As a thirty-year-old father of two, he thought the odds of his conscription were low; still he was in the auditorium on October 29, 1940, when his number came up seventh in the nation’s first peacetime draft. Commissioned a lieutenant in the U.S. Navy Reserves, he was assigned to a naval procurement unit. The financial education he acquired would prove invaluable in his postwar career, which included service as an officer of local banks and savings and loan associations. His service had other unexpected results. Shortly after Nordlinger left the service, a lawyer he knew from the Navy came to his office, still in uniform, and asked for a position after his imminent discharge. Nordlinger advised the man, Richard Milhous Nixon, to try his luck back in Whittier, California.
Another wartime connection proved more eventful. After the war, an electrical engineer who was his superior in a unit tasked with terminating naval contracts hired Nordlinger to reorganize his company. When he then asked him to become its general counsel, Nordlinger declined: he would have to move to Chicago, and, as he later put it, “my home was here.” Nonetheless, the engineer hired him to defend his company in a major antitrust prosecution. The experience Nordlinger acquired led to more antitrust cases, including a landmark case with the the National Football League as his client.
Ultimately, Nordlinger concluded such cases required a bigger staff than his firm possessed. The realization made apparent to him a path not taken. After the war, Jews and other ethnic outsiders long excluded from New York’s corporate law firms had no difficulty finding clients needing representation before the federal government. Starting from beginnings hardly less humble than Nordlinger’s, some had built major firm’s in the nation’s capital. At first, he later recalled, Henry Fox was just one of “two young boys in a one-room office of a man named Jesse Miller,” who had practiced in Washington since 1920. But Fox took “the risk of promising huge salaries to people who graduated from good schools” and acquired excellent reputations in government service. Today, his firm, Arent Fox, has hundreds of lawyers and a global reach, while King & Nordlinger is much smaller, with a local practice.

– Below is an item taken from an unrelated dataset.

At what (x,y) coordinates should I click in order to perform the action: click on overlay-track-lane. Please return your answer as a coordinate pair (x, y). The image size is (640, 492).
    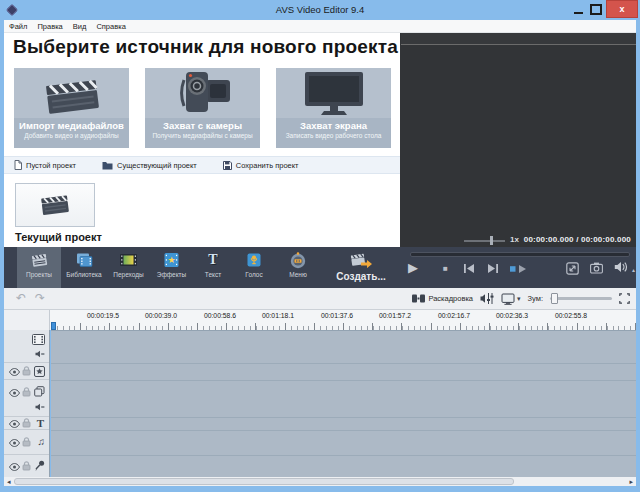
    Looking at the image, I should click on (344, 400).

Nordlinger sometimes spoke of his failure to build a large firm with regret. “We never did that, and I would say it’s my fault,” he said on one occasion. “I didn’t have enough early training to have the depth of vision, the business horizons, to do what could have been done.” But the founders of Arent Fox were not native Washingtonians; in their formative years they were not inspired, as Nordlinger had been, by lawyers who were lions not only in the law but in the civic, religious, and philanthropic lives of their community. “When I was young and coming along,” he once explained, “I had great ambitions to be like so many lawyers” who modeled for him ideals of practice and of conduct. Nordlinger’s many professional honors and suggest he became such a model for others during his lifetime, and his career remains instructive today.